Trump signs executive order aimed at weakening federal employee protections
CNN
President Donald Trump wasted no time signing an executive order Monday that aims to give him more control over the federal workforce – whom he has long vilified as the “deep state.”
President Donald Trump wasted no time signing an executive order Monday that aims to give him more control over the federal workforce – whom he has long vilified as the “deep state.” The order, in a highly unusual move, seeks to wipe away a rule former President Joe Biden put in place last year and is expected to face multiple legal challenges. The new order revives an executive order Trump signed shortly before the 2020 election that created a category for federal employees involved in policy – known as Schedule F – that would make those workers easier to fire. Biden had quickly reversed that order and then last year finalized a new rule that further bolstered protections for career federal workers. However, Trump’s latest executive order directs the Office of Personnel Management to rescind any changes made by the rule that would impede or affect the implementation of Trump’s 2025 directive. Trump also revoked his predecessor’s 2021 executive order that rescinded the original Schedule F order, a more conventional move. Like the 2020 executive order, Trump’s new directive is expected to swiftly wind up in court. Traditionally, undoing or revising a rule requires a new rule, a process that can take months, and cannot be done by executive order, experts said. Trump’s 2020 order left many federal employees fearing for their jobs. It would have given him and his agency appointees more leeway in the hiring and firing of federal staffers deemed disloyal, a move that critics say politicizes civil service and could lead to career officials being pushed out for political reasons and replaced with those committed to the president.

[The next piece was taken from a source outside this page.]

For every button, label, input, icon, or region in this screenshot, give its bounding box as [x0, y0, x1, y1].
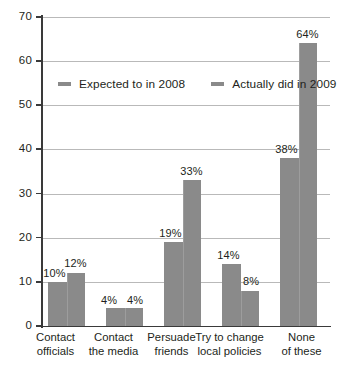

Janet Mills and her allies are counting on a gender gap to narrow Platner’s wide lead ahead of the June 9 primary to decide who will face incumbent Republican Sen. Susan Collins. They are betting that the unfiltered style that has brought Platner widespread attention as someone who could help Democrats reach young men will backfire with women.

As a shrinking number of Transportation Security Administration agents work to keep hourslong security lines moving despite not being paid, President Donald Trump stepped into the fray Saturday, announcing he will send Immigration and Customs Enforcement officers to airports by Monday if Congress doesn’t agree to a plan to end the partial government shutdown.